Scully stood up straight at that, her slight smile gone instantly. A jumbled montage of Mulder's recent behavior flashed warningly past her eyes before she spoke. "What does that mean?" Even to her own ears, her voice sounded tiny.
"You know what I mean, Scully."
"He's just my Uncle, Mulder. For goodness sake, I trust him."
"I know that. So do a lot of other people."
"Mulder, you can't get rid of a cruiser. And I trust Uncle Kane." She set her jaw, her arms crossed. "So that means that you can trust him, since you can trust me."
"I can?"
Dana stopped breathing. How could he say something like that, after all they'd been through. "You know you can. I wouldn't lie to you." He had her trust, completely. And she'd always presumed she had his. How could they be this close, and still lack that trust?
"Okay, Scully.
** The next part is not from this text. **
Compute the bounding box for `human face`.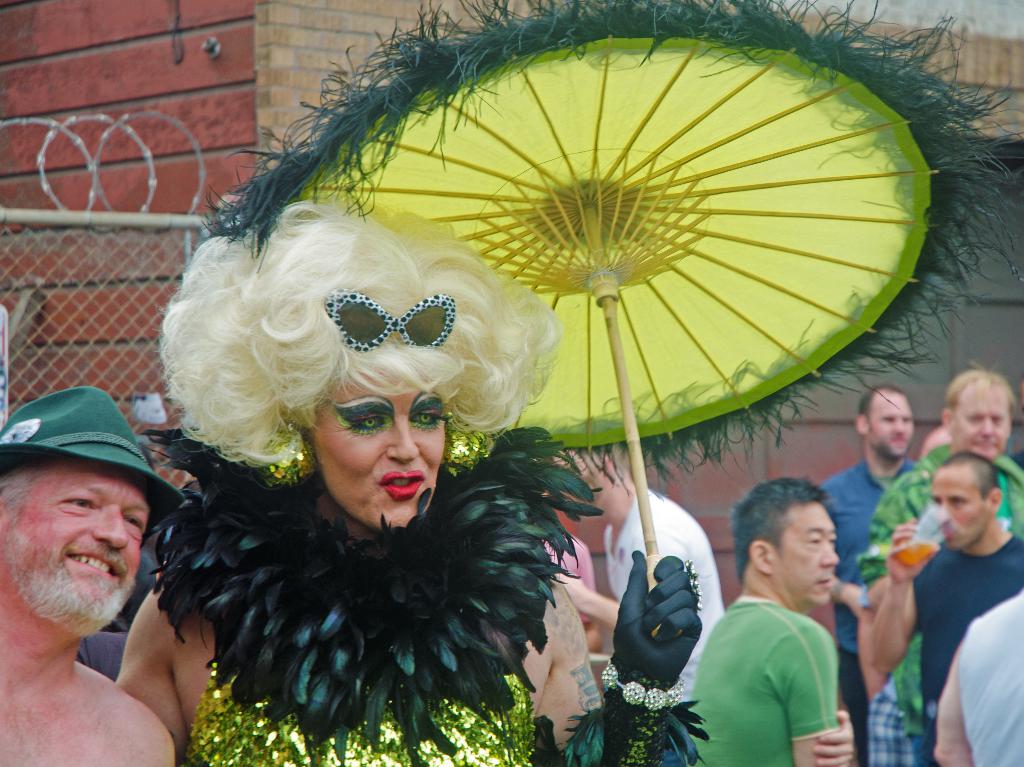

Let's try this morning one more time." With a smile resembling the grimace he'd assumed for 'Sergeant Glad,' Fox leaned down again toward Dana. "How was the weekend?"
Light dawned in her eyes, as cold as his. She flushed red, then white. "That's what this is about? My weekend?"
"No. You lied to me." His full lips never even paused as he spoke, never betrayed a feeling.
Dana felt something trip high inside her chest, and her head buzzed slightly with anger. "Agent Mulder," she hissed through clenched teeth, "Unlike you, I have a private life. And it is just that. Private."
With that, Dana turned about, and left Fox standing behind a crate of toilet paper. She never looked back as she headed to her berth, furious. She never saw Mulder's face crumple with grief.